Even the mascot, Waldi the dachshund, was developed by Aicher’s office and marketed in the form of cuddly toys, key chains and wooden toys. While pictograms had already been deployed in Masaru Katsumie’s design for the 1964 Olympic Games in Tokyo, those created by Aicher were based on a uniform grid and thus led to unity of form: the reduction of torsos and extremities to just two line thicknesses, the restriction to three angles (0°, 45° and 90°) and the reduction of the head to a circle were and remain utterly convincing in their simplicity and legibility. Using few but characteristic forms, Otl Aicher and fellow team member Gerhard Joksch translated sports like football, dancing and cycling into minimalist pictograms that provided quick and easy orientation for the international, multilingual public in Munich. This light, life-affirming visual identity played an essential role in the success of the Games. Until the deadly Palestinian attack on the Israeli team eradicated all trace of joy.

Sports pictograms for the Munich Olympic Games, 1970–71. © 1976 by ERCO, www.otl-aicher-piktogramme.de

© 1976 by ERCO, www.otl-aicher-piktogramme.de

Sports pictograms for the Munich Olympic Games, 1970–71. © 1976 by ERCO, www.otl-aicher-piktogramme.de

© 1976 by ERCO, www.otl-aicher-piktogramme.de

In 1972, when the work for the Olympics was completed, Aicher moved his office to Rotis in the Allgäu region of southern Germany, where he designed and built studio houses for himself and his office community over the following years. Aicher continued to develop trademarks and comprehensive corporate design systems, including for ERCO (1975), Bulthaup (1979), Munich Airport (1979–85) and FSB (1986). He became friends with architect Norman Foster, which resulted in the commission to create the corporate design of the Metro Bilbao (1988).

Lettermark for ERCO, 1974–1976 © Florian Aicher, HfG-Archiv / Museum Ulm

In 1988 Aicher issued his rotis font superfamily; in keeping with his quirk of lowercasing everything, the capital letters only followed later. Erik Spiekermann disparaged the chimera of antiqua and grotesque as a “flight of fancy”; to this day, its poor legibility and idiosyncratic aesthetic are the object of controversy. Otl Aicher died in 1991 as the result of a traffic accident – at the very time, according to Norman Foster, when he was at the height of his creativity. Aicher, the Swabian utilitarian, had once expressed the goal and spirit of his work as a formula: “Design is art squared. You have to multiply aesthetics with fulfilment of purpose.”

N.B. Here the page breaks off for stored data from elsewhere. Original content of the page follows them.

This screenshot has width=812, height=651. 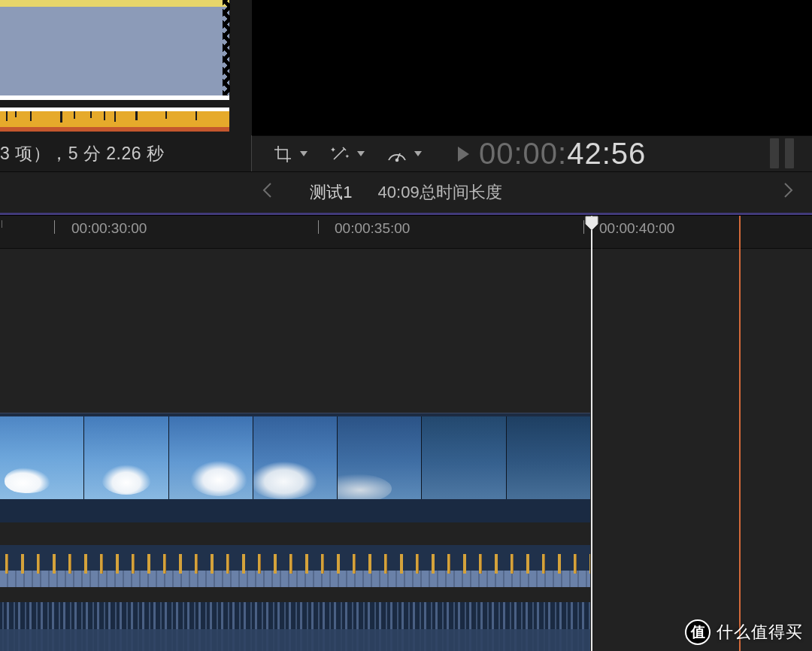 I want to click on audio-waveform-peaks, so click(x=295, y=564).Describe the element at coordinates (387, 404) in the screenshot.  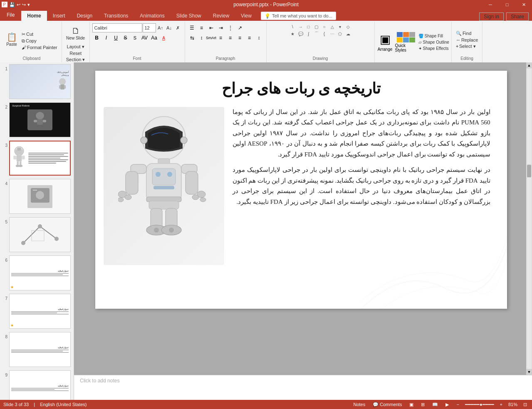
I see `comments-status-btn: 💬 Comments` at that location.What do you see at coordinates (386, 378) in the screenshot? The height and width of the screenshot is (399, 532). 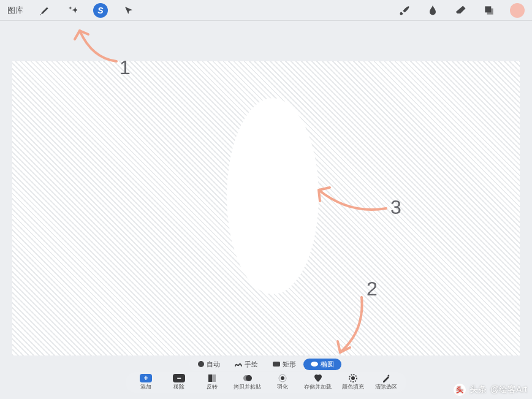 I see `clear-brush-icon` at bounding box center [386, 378].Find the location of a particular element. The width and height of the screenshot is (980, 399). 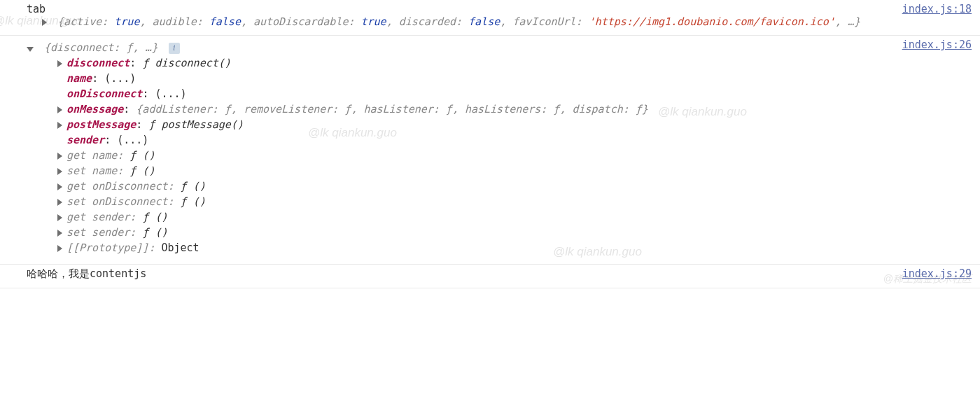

What remains of the work of these four exceptional designers? Stankowski will be remembered for his succinct trademarks, Weidemann perhaps most likely as the scene’s powerfully eloquent mouthpiece, Fleckhaus for his epochal book and magazine design and Otl Aicher as the principal trailblazer of comprehensive and systematic corporate design. Looking back admiringly at an epoch when graphic design was part of the social discourse and played a substantial role both in public perception and the media, you can’t help feeling just a tiny bit sentimental.

Carsten Wolff is a graphic designer and author. He runs the multi-award-winning Fine German Design agency in Frankfurt am MainWith his designs for Frankfurt Airport’s corporate design, he continues Aicher’s work for the airport. With the Fine German Gallery he offers contemporary art online As an author, he has published books and texts on graphic design and contemporary art, including “Willy Fleckhaus. Germany’s First Art Director.” In his blog 667.run, he comments on current topics.